Hi Thomas,
Thomas Holste (8/17/2012)
I wonder if I have understood the conceot of the childformdialog. I use use them when I call forms to edit daa, which is presented on a parent form in some kind of "gridmode". The user selects a record and then edits it.As Trent says
You can still call it from many different places.
. As all SF controls, they have a specific purpose, but they are also design to be used in many scenarios, same with the Business Objects, ChildFormDialogs are awesome and flexible, you don't have to use it just to modify a single record, you can do whatever you want, ex: I have cases where I need to modify a child record from different parents in different forms and different child BO, so I do the following:
- Create a form form with a Themed Panel
- Drop an instance of each child BO, ex BO1, BO2, BO3
- Add a Panel Page per each child BO I want to modify and add my controls as usual.
- In the constructor create a parameter based on a public enumeration that will control which page to activate.
- Override the Onload as suggested by Trent and then set the PanelManager's ActivePage based on the enumeration value, also set the form's PrimaryBusinessObject to the BO you want to work with.
- In the Parent forms, add a ChildFormDialog, select your form and most important, create a translation for the child BO you will be using. Add a parameter based on the public enumeration in step 4 and you are done!
Again, these are just steps from my mind, so they may not be all needed, but bottom line is to show you that with SF you can think out of the box and be very creative. I do sort of the same thing with the ListView automations to handle the Add process and instead of showing a child form, I do other stuff.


WORK TO BE COMPLETED: An exact copy is all that is wanted: the lines from the one with "The height and width of the screenshot is (527, 1071)." through the end of the listing below, both included, minus any pictures.

MATERIAL SUPPLIED:
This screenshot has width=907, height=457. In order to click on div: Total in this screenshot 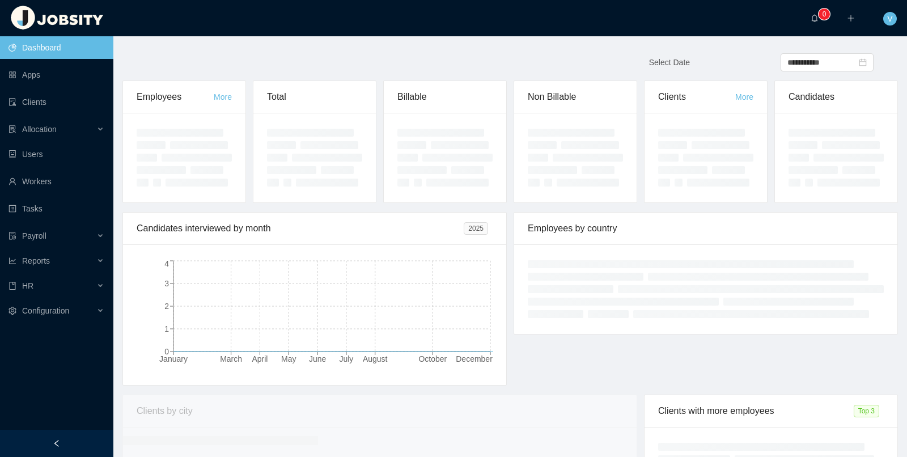, I will do `click(315, 97)`.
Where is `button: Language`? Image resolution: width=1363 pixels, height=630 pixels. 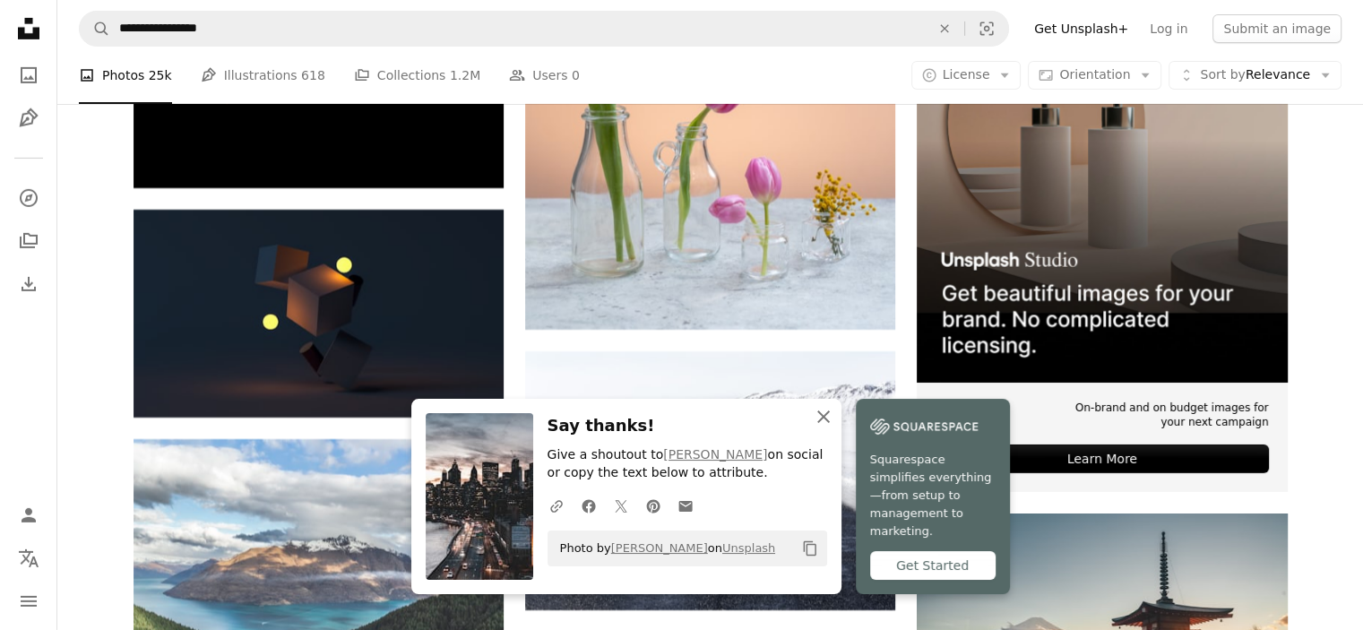
button: Language is located at coordinates (29, 558).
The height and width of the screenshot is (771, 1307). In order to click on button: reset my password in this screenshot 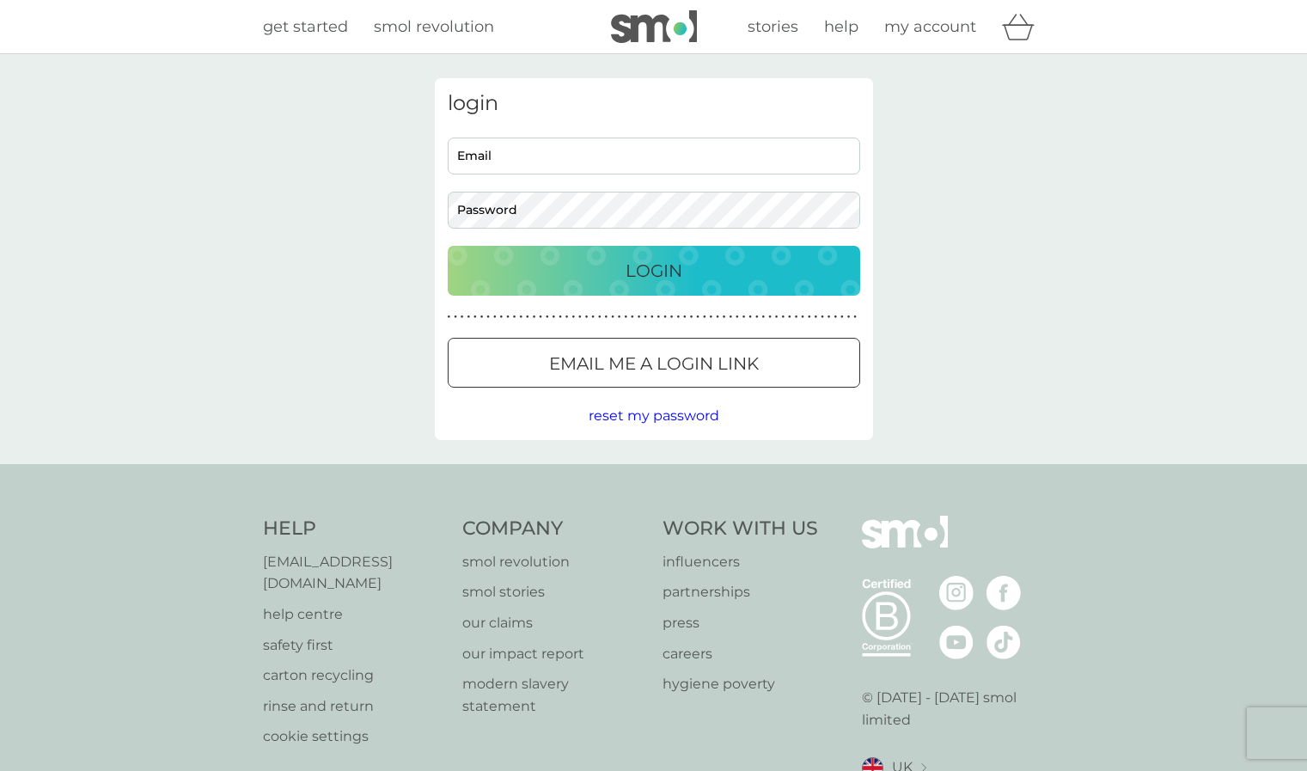, I will do `click(654, 416)`.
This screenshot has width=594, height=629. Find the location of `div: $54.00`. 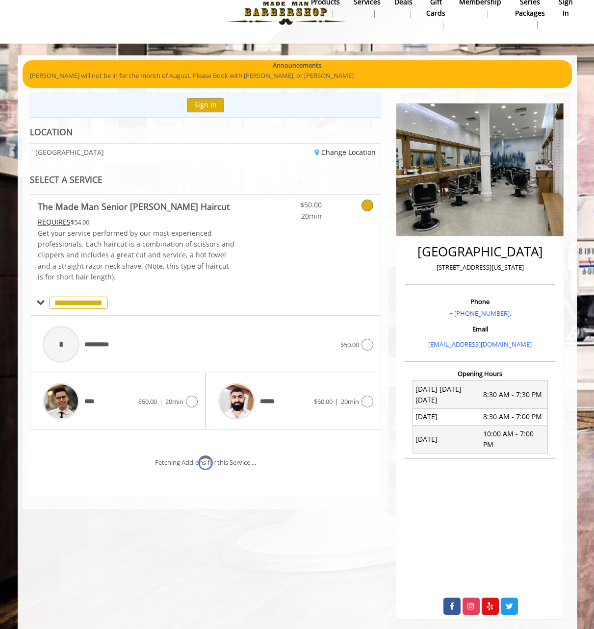

div: $54.00 is located at coordinates (136, 222).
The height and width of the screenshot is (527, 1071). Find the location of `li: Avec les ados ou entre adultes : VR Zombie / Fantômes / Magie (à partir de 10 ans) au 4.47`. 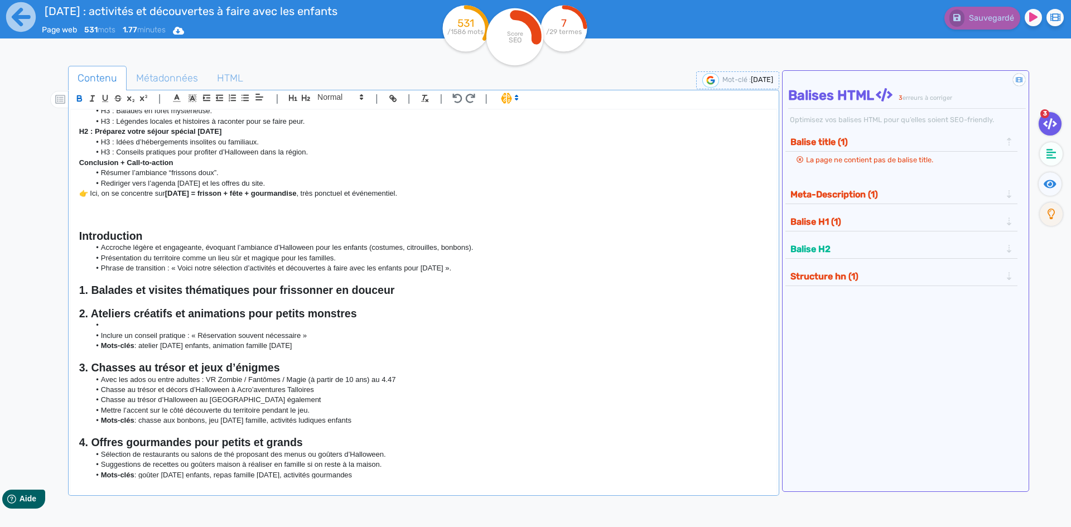

li: Avec les ados ou entre adultes : VR Zombie / Fantômes / Magie (à partir de 10 ans) au 4.47 is located at coordinates (428, 380).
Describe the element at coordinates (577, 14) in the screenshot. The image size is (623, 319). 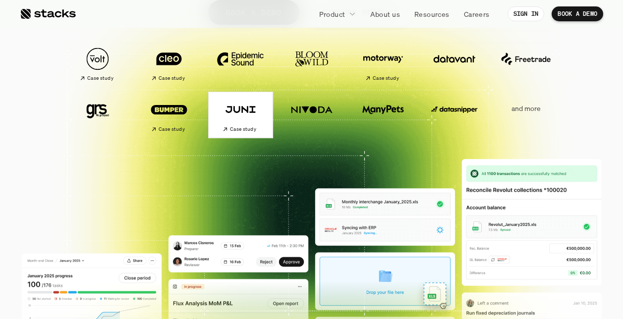
I see `p: BOOK A DEMO` at that location.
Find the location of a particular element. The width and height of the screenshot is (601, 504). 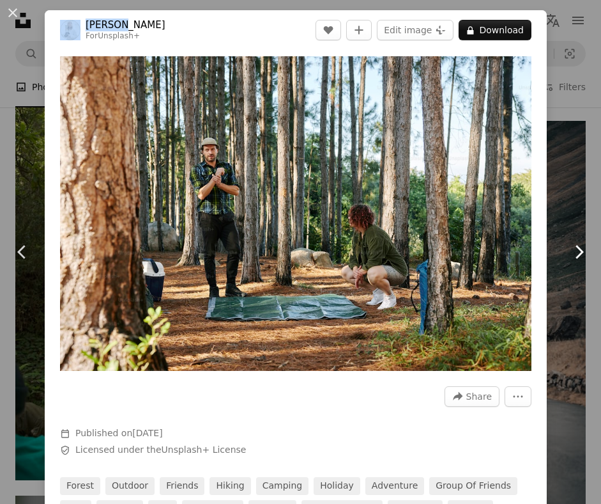

img: Go to Natalia Blauth's profile is located at coordinates (70, 30).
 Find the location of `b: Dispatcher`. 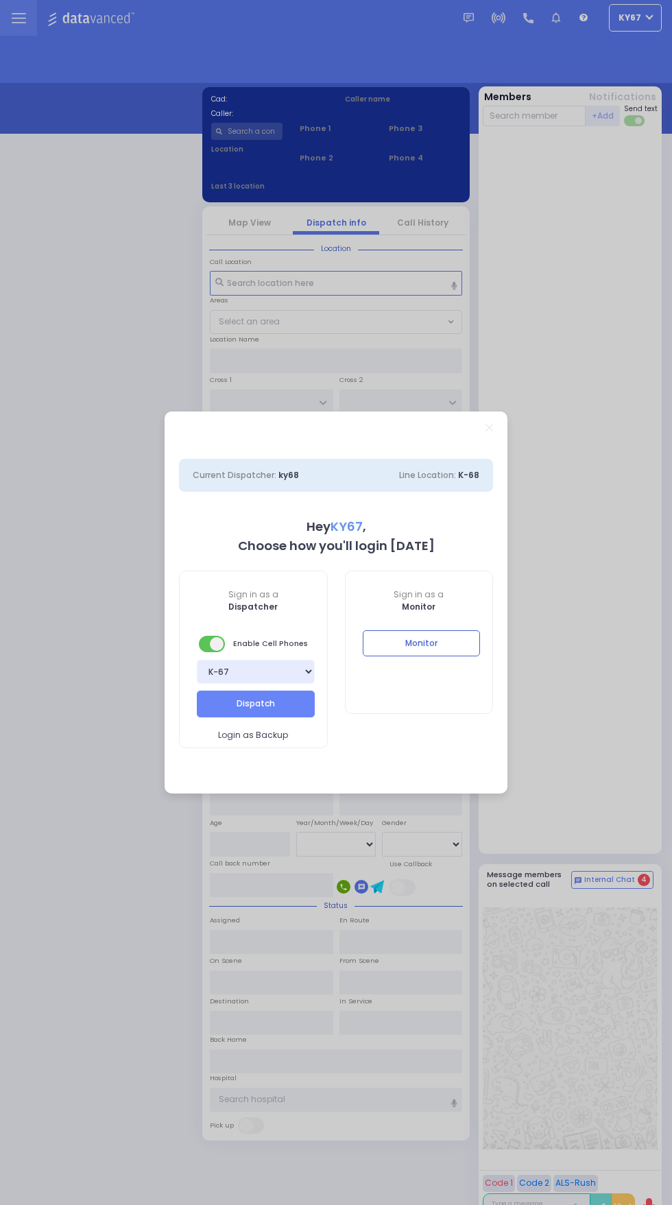

b: Dispatcher is located at coordinates (253, 606).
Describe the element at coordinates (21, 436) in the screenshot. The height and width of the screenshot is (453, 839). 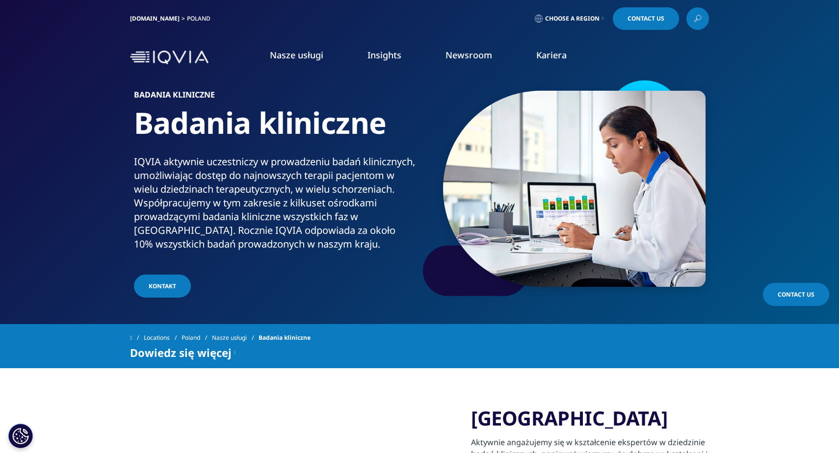
I see `button: Ustawienia plików cookie` at that location.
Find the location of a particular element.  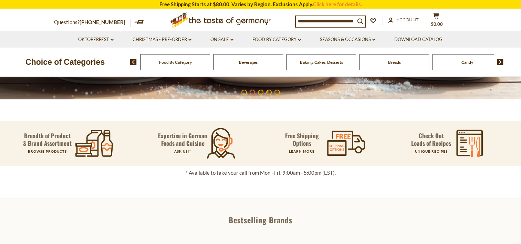

span: Beverages is located at coordinates (248, 62).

PROBLEM SOLUTION:
The height and width of the screenshot is (527, 1071). Find the location of `li: Avec les ados ou entre adultes : VR Zombie / Fantômes / Magie (à partir de 10 ans) au 4.47`. 

li: Avec les ados ou entre adultes : VR Zombie / Fantômes / Magie (à partir de 10 ans) au 4.47 is located at coordinates (428, 380).
Describe the element at coordinates (577, 14) in the screenshot. The image size is (623, 319). 
I see `p: BOOK A DEMO` at that location.
Find the location of a particular element. The width and height of the screenshot is (601, 504). 

img: Go to Natalia Blauth's profile is located at coordinates (70, 30).
 Find the location of `b: Dispatcher`. 

b: Dispatcher is located at coordinates (253, 606).
Describe the element at coordinates (21, 436) in the screenshot. The height and width of the screenshot is (453, 839). 
I see `button: Ustawienia plików cookie` at that location.
Find the location of a particular element.  

span: Beverages is located at coordinates (248, 62).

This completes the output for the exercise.